Aging for us is mostly defined by a decrease in physical fitness, the slow loss of function of our bodies after the end of the reproductive phase. It is also an increase in mortality rate (the probability to die within a fixed amount of time). Naked mole rats however show neither an end to reproduction, a decrease in health or fitness nor an increase in mortality with age. That doesn’t mean that mole rats are immortal. On average they become 15 years old but that is mostly because of injuries from fights or predators.

If aging is not mandatory, why is it so common in nature? There are two main theories. The first is that aging is a genetic function that is selected evolutionary since it purges individuals after their reproductive phase which means when it doesn’t affect their evolutionary fitness anymore. However this is already the first problem with this theory. Why should something so consequently be selected in so many? An argument could be that it is an advantage to make room and save resources for your offspring but that’s not really realistic in this case. The selective pressure would be different depending on the scarcity of resources but life spans are not.

The second theory is aging is just an effect of wear and unrepairable damages that accumulate. So is a body just like a car that, no mater how much you put into into repairs at some point it’s not worth it anymore? Obviously this is a factor there are measurable accumulations especially in genomic damages and epigenetic deregulation.

What speaks clearly against pure random damage leading to biological aging, is that it has a clearly distinguishable phenotype. We all are able to tell if a person is old. This seems like there are biological integrators and common pathways activated by different kinds of damage. There are two kinds of those pathways. Those that repair or prevent the damage like stress responses. And those that in case the damage becomes too much and bears the risk of turning the cell into a cancer cell. Those can be programmed cell death in extreme cases but also senescence. Senescence means that cells permanently stop deviding behave differently but stay alive.

This is responsible for many of the observable phenotypes of old age. The more senescent cells an organ contains the older the whole organ behaves.

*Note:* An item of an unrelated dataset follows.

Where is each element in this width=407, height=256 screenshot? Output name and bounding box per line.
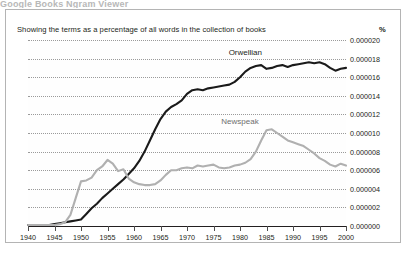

Back to the main question: Why do we age? The answer is, that we don’t know yet. It seems however that it is a mix of wear and tear that is integrated by molecular responses to the damage and a deregulation that is due to the loss of selective pressure after the end of the reproductive phase.

If you want a deeper dive into the topic from a scientific perspective a good starting point could be the review article by Shufei Song and F. Brad Johnson (2018).